As fans know, the vampires of Twilight have a different set of rules from the standard lore. When author Stephenie Meyer first sold the movie rights, she quickly found that Hollywood wasn't respecting the world she had created. "I actually sold the rights to a different company [first]," Meyer told ReelzChannel at this weekend's Twilight junket.
"I got a look at the script and, you know, objectively [it was] probably a decent vampire movie. [But] it had nothing at all to do with Twilight. That was kind of a horrifying experience. I had realized that they could do it wrong and it could go badly, but that they would do something that had nothing to do at all with the story was really shocking to me."
Luckily, that film didn't pan out, so Meyer got a welcome do-over. "[When] Summitt said, 'We really want to do this,' I was wary," says Meyer. "I said, 'What if I give you a list of things that absolutely can't be changed?'" Summit agreed and Meyer provided her list.
"It was very fundamental outlined things like the vampires have to have the basic rules of the vampires I've created -- no fangs, they sparkle in the sunlight; the characters have to exist by their present names and in their present form; you can't kill anyone who doesn't die in the book."
"I got it in writing," Meyer said with a big smile, adding that "It was a really pleasant exchange from the very beginning."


Among the entries below, please show each line that carries the word "axis".

[Items from a data source]
··········

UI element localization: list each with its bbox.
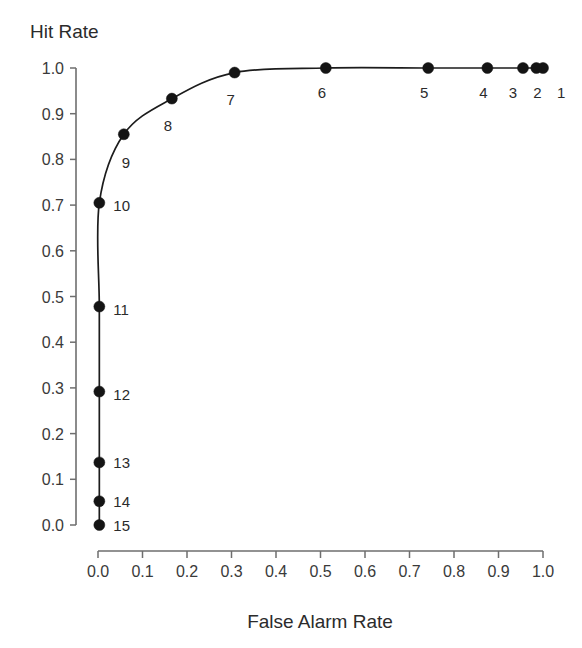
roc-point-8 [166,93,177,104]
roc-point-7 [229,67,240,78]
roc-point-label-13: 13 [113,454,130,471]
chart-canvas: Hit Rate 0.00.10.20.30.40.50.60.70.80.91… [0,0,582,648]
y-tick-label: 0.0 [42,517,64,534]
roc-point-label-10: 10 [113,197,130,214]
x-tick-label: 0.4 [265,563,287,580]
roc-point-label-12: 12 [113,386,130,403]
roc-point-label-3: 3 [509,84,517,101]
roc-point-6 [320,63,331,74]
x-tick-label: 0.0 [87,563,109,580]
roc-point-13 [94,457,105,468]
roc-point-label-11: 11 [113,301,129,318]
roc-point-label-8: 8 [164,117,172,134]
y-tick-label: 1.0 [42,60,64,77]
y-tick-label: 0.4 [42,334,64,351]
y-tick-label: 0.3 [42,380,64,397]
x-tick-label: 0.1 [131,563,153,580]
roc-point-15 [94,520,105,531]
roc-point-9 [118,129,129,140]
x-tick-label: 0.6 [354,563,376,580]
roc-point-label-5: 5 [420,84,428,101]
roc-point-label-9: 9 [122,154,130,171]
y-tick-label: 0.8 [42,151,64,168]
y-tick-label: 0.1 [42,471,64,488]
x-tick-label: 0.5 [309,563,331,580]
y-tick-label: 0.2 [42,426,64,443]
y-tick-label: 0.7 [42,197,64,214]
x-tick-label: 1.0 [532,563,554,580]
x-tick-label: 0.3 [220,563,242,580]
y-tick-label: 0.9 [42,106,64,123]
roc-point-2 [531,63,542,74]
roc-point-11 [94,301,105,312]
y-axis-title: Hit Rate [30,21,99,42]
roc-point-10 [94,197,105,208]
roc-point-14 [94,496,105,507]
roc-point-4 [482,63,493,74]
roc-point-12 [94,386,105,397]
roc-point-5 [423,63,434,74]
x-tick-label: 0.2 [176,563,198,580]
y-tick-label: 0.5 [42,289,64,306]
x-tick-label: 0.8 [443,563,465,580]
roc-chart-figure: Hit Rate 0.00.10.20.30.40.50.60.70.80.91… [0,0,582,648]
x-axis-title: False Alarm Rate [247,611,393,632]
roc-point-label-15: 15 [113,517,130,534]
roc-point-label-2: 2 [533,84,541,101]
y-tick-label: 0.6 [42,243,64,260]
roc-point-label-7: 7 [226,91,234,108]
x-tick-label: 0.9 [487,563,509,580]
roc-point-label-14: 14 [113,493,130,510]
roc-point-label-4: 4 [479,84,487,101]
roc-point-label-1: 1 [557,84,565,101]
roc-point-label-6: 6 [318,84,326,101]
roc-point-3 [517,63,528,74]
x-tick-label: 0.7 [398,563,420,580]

··········

WRITTEN REPLY:
y-axis-title: Hit Rate [30,21,99,42]
x-axis-title: False Alarm Rate [247,611,393,632]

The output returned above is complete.